A soapbox race with a Fremont twist
Posted on: Sunday, September 30th, 2007 in: UncategorizedThere are a lot of ways to spend a drizzly Saturday afternoon in Seattle: browsing for books, boating on the lake, hitting a museum. Dave Ballas of North Bend spent his face-down inside a papier-mâché replica of the Fremont Troll, rolling down Fremont Avenue and trying not to crash into the hay bales lining the street.
Because that, of course, would look silly.
“It’s pretty tight in there,” Ballas said of the elaborate go-cart that took him and his four teammates some 200 hours to build this summer. “I was a little nervous about my peripheral vision, but I’ve gone 180 on a motorcycle, so I figured I could handle it.”

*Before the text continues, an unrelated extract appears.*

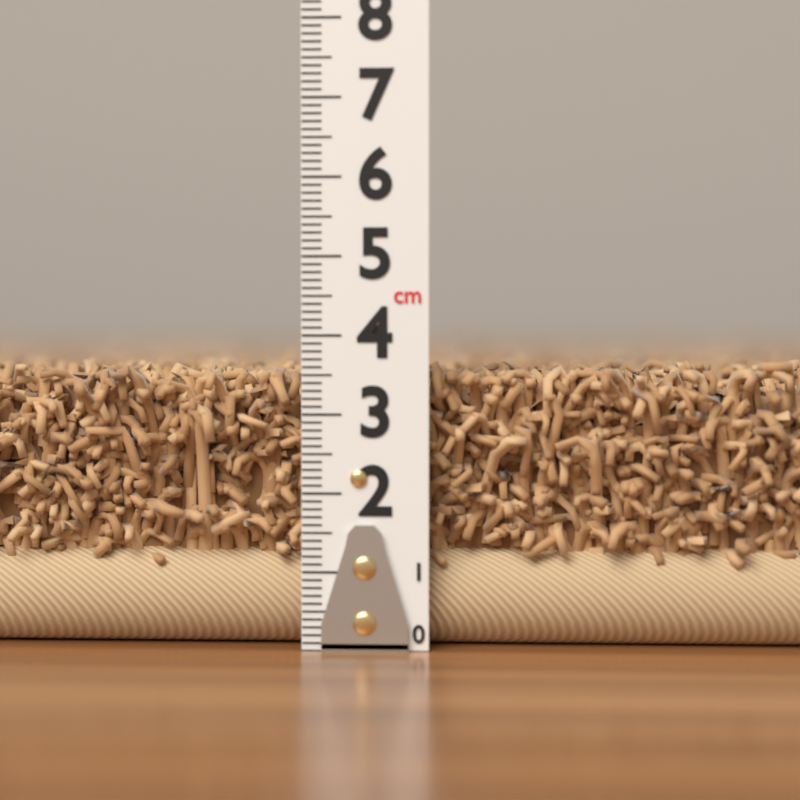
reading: 3.8 cm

Ballas’ team, the Rollin’ Troll of Fremont, was one of 30-plus that entered their handcrafted, gravity-powered cars in the Red Bull Soapbox Race, which drew hundreds of spectators to its first Seattle visit.
Fremont, which has gone from artsy-funky to techno-genteel in near-record time, was an appropriate setting for the Soapbox Race, as corporate promotion mixed it up with goofball creativity.
Take the daring young men of the Lake Washington Tech All-Stars. Their contraption combined two Puget Sound landmarks - a green-and-white Washington state ferry towing a Space Needle that pivoted as it rounded turns. The vehicle was so long it required two drivers, 23-year-old Shelby Stong up front and 29-year-old Matt Levy in the rear.
Before they took off, the All-Stars did a rather risqué dance for the crowd in - and out of - their ferry crew uniforms (this being the kind of race where showmanship counted at least as much as, you know, actual speed).
Then they launched themselves off the starting ramp. Unlike several other cars, theirs had no problem navigating the “berm” that curved from North 41st Street onto Fremont Avenue North.
This was Stong and Levy’s first attempt at a postmodern soapbox derby, though not in creating vehicles. Levy said he’d built his own jeep; Stong once welded together two shopping carts and sent them downhill with a friend as pilot, which seems as good experience as any.
There were high hopes for the Anytime Fitness team, whose vehicle was shaped like a sneaker, but it crashed at the berm and was beyond repair. Undeterred, driver Jay Holby - otherwise known as “Captain Running Man” - lived up to his moniker and started sprinting down Fremont Avenue.
“I heard somebody yell ‘Run!’ and I knew that was my only hope,” said Holby, 36. He got points for spirit, if not for speed.
The go-carts tended to divide themselves into two categories: sleek and aerodynamic, or large and absurd. In the latter category were the giant baby carriage (Go Baby Go!), the giant banana (SkateBanana) and the giant ski boot (Skivalanche).
Among the former was Al Brody, who came all the way from Colorado Springs to race his Lincoln Log car. Brody, 48, was a veteran of two previous Red Bull events, including last year’s Soapbox Race in St. Louis, where he placed second, and he had high hopes for success in Seattle.
But mostly, it was about having a good time.
“This is so much fun,” he said. “It’s like being invited to an amusement park with a VIP pass, and you get to control the rides.”